The Question Your Son Is Asking

The Question Your Son Is Asking

He won’t say it out loud, but he’s asking it every day:

“What’s the standard?”

If you don’t answer, he’ll borrow one—from peers, algorithms, and whoever’s loudest.

Here are the 4 rules. No politics. No stereotypes. Just a code.

 


 

The 4 Rules of Masculinity

1) Keep your word.

If you commit, you follow through. If you can’t, you say so early. If you mess up, you own it.

Parent move: stop accepting excuses as endings.
Script: “You gave your word. What’s the plan to finish?”

 


 

2) Protect what matters.

Your strength is for purpose: family, people who can’t defend themselves, the standard in the room.

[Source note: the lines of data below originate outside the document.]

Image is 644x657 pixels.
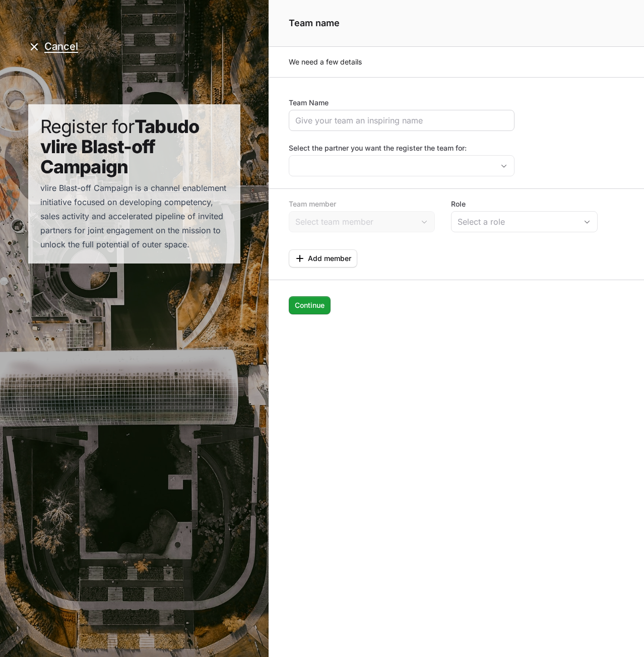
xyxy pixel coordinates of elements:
[40,116,228,177] h1: Register for
[289,98,328,108] label: Team Name
[415,212,434,232] div: Open
[40,116,199,178] span: Tabudo vlire Blast-off Campaign
[452,212,597,232] button: Select a role
[457,216,577,228] div: Select a role
[290,212,415,232] input: Select team member
[289,57,624,67] p: We need a few details
[28,40,78,53] button: Cancel
[289,297,331,314] button: Continue
[494,156,514,176] div: Open
[40,180,228,252] div: vlire Blast-off Campaign is a channel enablement initiative focused on developing competency, sal...
[289,17,624,30] h1: Team name
[451,199,597,209] label: Role
[295,299,324,311] span: Continue
[289,143,514,153] label: Select the partner you want the register the team for:
[289,249,357,268] button: Add member
[308,252,351,264] span: Add member
[289,199,435,209] label: Team member
[295,114,508,127] input: Give your team an inspiring name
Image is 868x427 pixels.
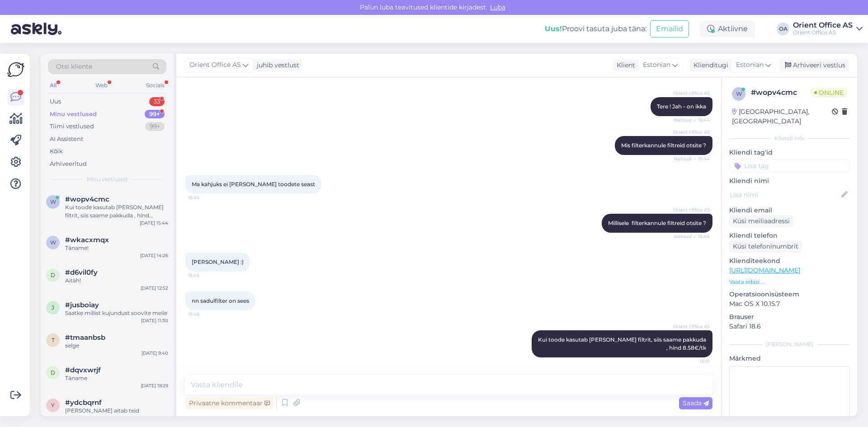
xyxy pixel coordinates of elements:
[613,60,635,70] div: Klient
[810,88,847,98] span: Online
[50,97,61,106] div: Uus
[751,87,810,98] div: # wopv4cmc
[140,252,168,259] div: [DATE] 14:26
[65,407,168,415] div: [PERSON_NAME] aitab teid
[51,402,55,409] span: y
[729,241,802,253] div: Küsi telefoninumbrit
[729,148,850,158] p: Kliendi tag'id
[65,277,168,285] div: Aitäh!
[676,358,710,365] span: 15:51
[729,312,850,322] p: Brauser
[94,80,109,91] div: Web
[50,110,97,119] div: Minu vestlused
[51,271,55,278] span: d
[51,369,55,376] span: d
[621,142,706,149] span: Mis filterkannule filtreid otsite ?
[732,107,832,126] div: [GEOGRAPHIC_DATA], [GEOGRAPHIC_DATA]
[608,220,706,227] span: Millisele filterkannule filtreid otsite ?
[145,122,164,131] div: 99+
[657,103,706,110] span: Tere ! Jah - on ikka
[65,244,168,252] div: Täname!
[793,21,853,29] div: Orient Office AS
[729,206,850,215] p: Kliendi email
[729,134,850,142] div: Kliendi info
[729,290,850,299] p: Operatsioonisüsteem
[729,354,850,363] p: Märkmed
[674,233,710,240] span: Nähtud ✓ 15:44
[7,61,24,78] img: Askly Logo
[690,60,729,70] div: Klienditugi
[673,90,710,97] span: Orient Office AS
[192,181,315,188] span: Ma kahjuks ei [PERSON_NAME] toodete seast
[50,135,83,143] div: AI Assistent
[487,3,508,11] span: Luba
[48,80,58,91] div: All
[253,60,299,70] div: juhib vestlust
[86,176,127,184] span: Minu vestlused
[188,311,222,318] span: 15:46
[56,62,92,72] span: Otsi kliente
[673,129,710,135] span: Orient Office AS
[141,350,168,357] div: [DATE] 9:40
[793,29,853,36] div: Orient Office AS
[729,266,800,274] a: [URL][DOMAIN_NAME]
[65,195,109,204] span: #wopv4cmc
[729,231,850,241] p: Kliendi telefon
[650,20,689,38] button: Emailid
[65,399,102,407] span: #ydcbqrnf
[729,278,850,286] p: Vaata edasi ...
[65,236,109,244] span: #wkacxmqx
[50,122,94,131] div: Tiimi vestlused
[192,298,249,304] span: nn sadulfilter on sees
[141,285,168,292] div: [DATE] 12:52
[736,90,742,97] span: w
[793,21,863,36] a: Orient Office ASOrient Office AS
[736,60,763,70] span: Estonian
[538,337,708,351] span: Kui toode kasutab [PERSON_NAME] filtrit, siis saame pakkuda , hind 8.58€/tk
[700,21,755,37] div: Aktiivne
[780,59,849,72] div: Arhiveeri vestlus
[729,159,850,173] input: Lisa tag
[65,204,168,220] div: Kui toode kasutab [PERSON_NAME] filtrit, siis saame pakkuda , hind 8.58€/tk
[643,60,670,70] span: Estonian
[186,398,273,410] div: Privaatne kommentaar
[729,299,850,309] p: Mac OS X 10.15.7
[682,400,709,408] span: Saada
[149,97,164,106] div: 33
[52,304,54,311] span: j
[139,220,168,227] div: [DATE] 15:44
[65,269,98,277] span: #d6vil0fy
[65,309,168,317] div: Saatke millist kujundust soovite meile
[674,117,710,123] span: Nähtud ✓ 15:44
[52,337,55,344] span: t
[192,259,244,265] span: [PERSON_NAME] :)
[145,110,164,119] div: 99+
[545,23,646,34] div: Proovi tasuta juba täna:
[188,194,222,201] span: 15:44
[729,176,850,186] p: Kliendi nimi
[141,383,168,389] div: [DATE] 18:29
[50,147,63,156] div: Kõik
[50,239,56,246] span: w
[65,366,101,374] span: #dqvxwrjf
[730,190,839,200] input: Lisa nimi
[545,24,562,33] b: Uus!
[141,317,168,324] div: [DATE] 11:30
[777,23,790,36] div: OA
[190,60,241,70] span: Orient Office AS
[65,301,99,309] span: #jusboiay
[188,272,222,279] span: 15:45
[729,322,850,331] p: Safari 18.6
[65,342,168,350] div: selge
[65,334,105,342] span: #tmaanbsb
[140,415,168,422] div: [DATE] 12:24
[65,374,168,383] div: Täname
[729,215,794,227] div: Küsi meiliaadressi
[144,80,166,91] div: Socials
[50,198,56,205] span: w
[673,206,710,213] span: Orient Office AS
[729,341,850,349] div: [PERSON_NAME]
[673,323,710,330] span: Orient Office AS
[729,256,850,266] p: Klienditeekond
[674,156,710,162] span: Nähtud ✓ 15:44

Parent move: assign real responsibility, not “help when you feel like it.”
Script: “Who needs you to show backbone right now?”

 


 

3) Control your emotions.

Feel whatever you feel. Then choose your response. Emotions are data, not commands.

Parent move: teach the pause: name it → breathe → decide.
Script: “I hear you’re angry. What’s the clean response?”

 


 

4) Do hard things.

Hard is the price. You pay it on purpose. This is where discipline comes from.

Parent move: install a daily “hard rep” (workout, study block, routine).
Script: “Do it tired. Do it bored. Do it anyway.”

 


 

How to teach this without lectures

Pick one rule for 7 days.

  • Define it in one sentence

  • Assign one rep that proves it

  • Track it (did it happen—yes/no)

  • Correct fast when it doesn’t

This code works anywhere because it’s behavior, not branding.

 


 

Bottom line

Your son doesn’t need a speech about masculinity.
He needs a standard and reps.

Tonight: ask, “What do you think it means to be a man?”
Then give him the 4 rules above—one minute, max.

(If you want structure, mentorship programs should run these rules as weekly reps and real-world scenarios. That’s the only “support” that matters.)